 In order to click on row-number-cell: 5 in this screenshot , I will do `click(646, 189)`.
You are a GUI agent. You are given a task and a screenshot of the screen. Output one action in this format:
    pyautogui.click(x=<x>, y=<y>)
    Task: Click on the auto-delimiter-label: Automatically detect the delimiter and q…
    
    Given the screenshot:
______
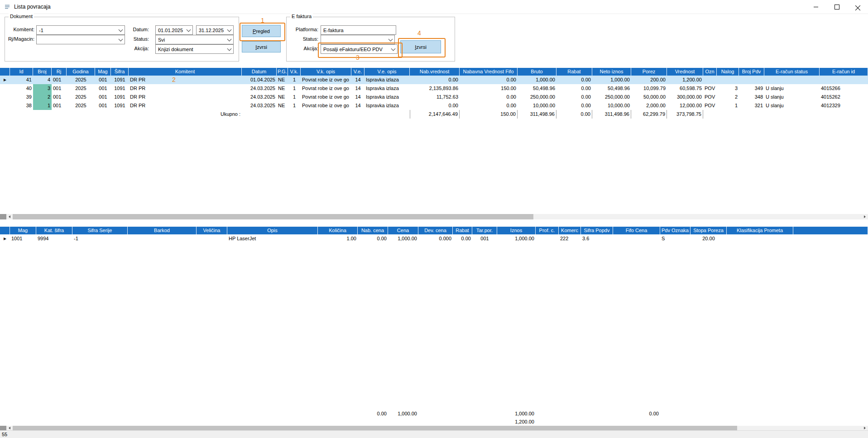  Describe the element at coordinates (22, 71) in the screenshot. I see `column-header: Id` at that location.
______
## Action item
Please count the lines in the material above that hold the word "this", and give only the total.

## Your solution
2